June 07, 2010. The conversation afterwards went something like this:
Brown Rabbit: What kind of sandwich do you want?
The Judge: A ham sandwich.
Brown Rabbit: You're a rabbit. Rabbits don't eat meat.
The Judge: Well, evil rabbits do.
Anyhow, multi-factor balancing tests require a judge to weigh a number of different factors against each other. Copyright law's fair use test is one example of this. The good news about a multi-factor balancing test is that it awards the judge a lot of discretion. The bad news is that it awards the judge a lot of discretion.

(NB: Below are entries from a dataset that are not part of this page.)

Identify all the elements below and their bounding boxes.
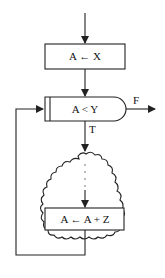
- assign-x-box: A ← X: [45, 44, 125, 69]
- condition-shape: A < Y: [45, 97, 126, 121]
- true-label: T: [89, 123, 96, 135]
- assign-x-label: A ← X: [69, 50, 101, 62]
- condition-label: A < Y: [72, 103, 99, 115]
- increment-label: A ← A + Z: [61, 213, 110, 225]
- false-label: F: [133, 94, 139, 106]
- flowchart-diagram: A ← X A < Y F T A ← A + Z: [0, 0, 165, 278]
- increment-box: A ← A + Z: [45, 208, 124, 230]
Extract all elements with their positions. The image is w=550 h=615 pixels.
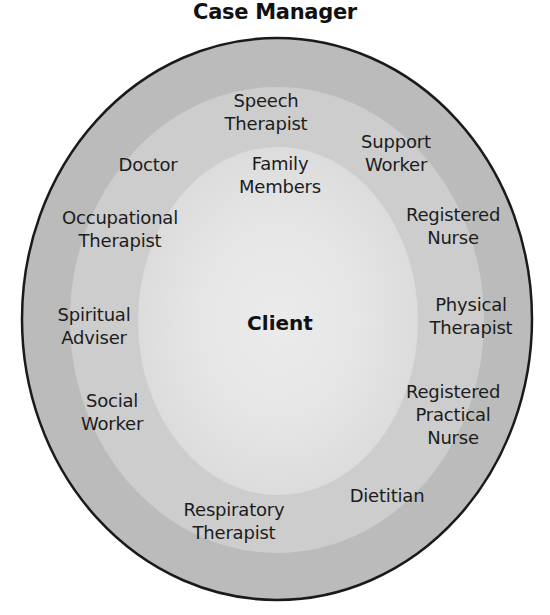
label-speech-therapist: Speech Therapist bbox=[225, 89, 308, 135]
label-family-members: Family Members bbox=[239, 152, 321, 198]
care-team-diagram: Case Manager Client Family Members Speec… bbox=[0, 0, 550, 615]
label-social-worker: Social Worker bbox=[81, 389, 143, 435]
label-doctor: Doctor bbox=[118, 153, 177, 176]
label-dietitian: Dietitian bbox=[350, 484, 425, 507]
label-registered-practical-nurse: Registered Practical Nurse bbox=[406, 380, 500, 449]
label-registered-nurse: Registered Nurse bbox=[406, 203, 500, 249]
label-respiratory-therapist: Respiratory Therapist bbox=[184, 498, 285, 544]
label-support-worker: Support Worker bbox=[361, 130, 431, 176]
label-occupational-therapist: Occupational Therapist bbox=[62, 206, 178, 252]
client-label: Client bbox=[247, 311, 313, 335]
label-physical-therapist: Physical Therapist bbox=[430, 293, 513, 339]
label-spiritual-adviser: Spiritual Adviser bbox=[58, 303, 131, 349]
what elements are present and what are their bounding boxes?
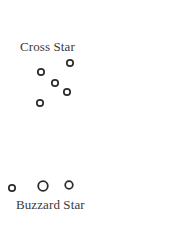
buzzard-star-label: Buzzard Star — [16, 197, 85, 213]
chart-background — [0, 0, 177, 227]
cross-star-label: Cross Star — [20, 39, 75, 55]
star-chart — [0, 0, 177, 227]
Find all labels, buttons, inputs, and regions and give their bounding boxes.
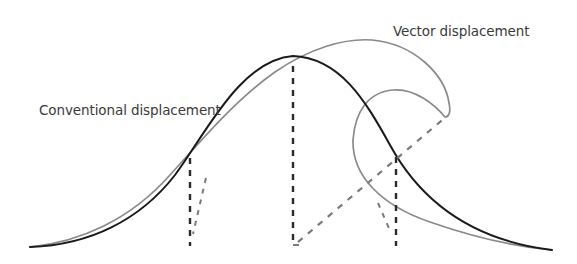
displacement-diagram (0, 0, 577, 264)
vector-dash-right (378, 203, 391, 233)
vector-displacement-label: Vector displacement (393, 23, 529, 39)
vector-dash-diagonal (298, 116, 447, 242)
vector-displaced-curve (30, 40, 552, 250)
conventional-displacement-label: Conventional displacement (39, 102, 221, 118)
vector-dash-left (193, 178, 206, 234)
base-gaussian-curve (30, 56, 552, 250)
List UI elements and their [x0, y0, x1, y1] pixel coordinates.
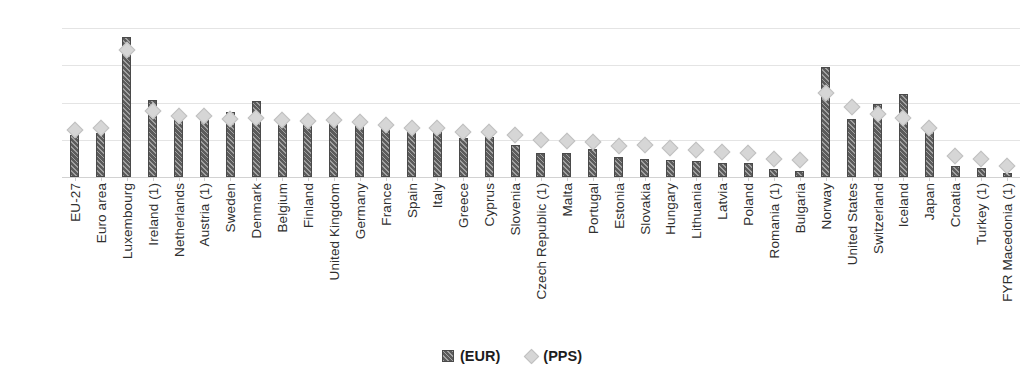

In contrast to the bright-line categorical tests that formalists like Justice Scalia favor, multi-factor balancing tests tend to be much more indeterminate. For example, suppose our test for determining whether or not a bird is a duck is that we weigh (1) whether it walks like a duck, (2) whether it swims like a duck, and (3) whether it quacks like a duck. Suppose also that we come across a bird that kinda walks like a duck and sorta quacks like a duck but most certainly does not swim like a duck. One approach to this is that there are two factors in favor of finding the duck versus one against. Two is greater than one; ergo, it's a duck. Another approach is that since it only kinda sorta meets criteria one and three, we weigh those less heavily than criteria two, and find it's not a duck. Still another approach is to hold that regardless of how well it meets criteria one and two, the quintessential characteristic of a duck is that it quacks, so we always weigh criteria three more heavily than one and two. In this case, that means we have a duck.
You might respond that the real problem with the above example isn't that there's a multi-factor balancing test, but that there're no guidelines for how to balance the factors. Or that the factors themselves are indeterminate (i.e. to know whether or not something quacks like a duck, you need to have some sense of what a duck already is, but if you already have that, why do you need a test to figure out whether or not something's a duck?). Nevertheless, multi-factor balancing tests have a reputation (among law students at least) of suffering from both of these problems and for being indeterminate.
When you have an indeterminate test, the fear is that the judge might simply decide to make a ruling based on how tasty a sandwich is. That's pretty unlikely, as even if the law itself is flexible, judges are ultimately subject to other constraints (e.g. they probably don't want to be known as the "evil sammich judge"), but generally, people who fear judicial activism will push for narrower constraints.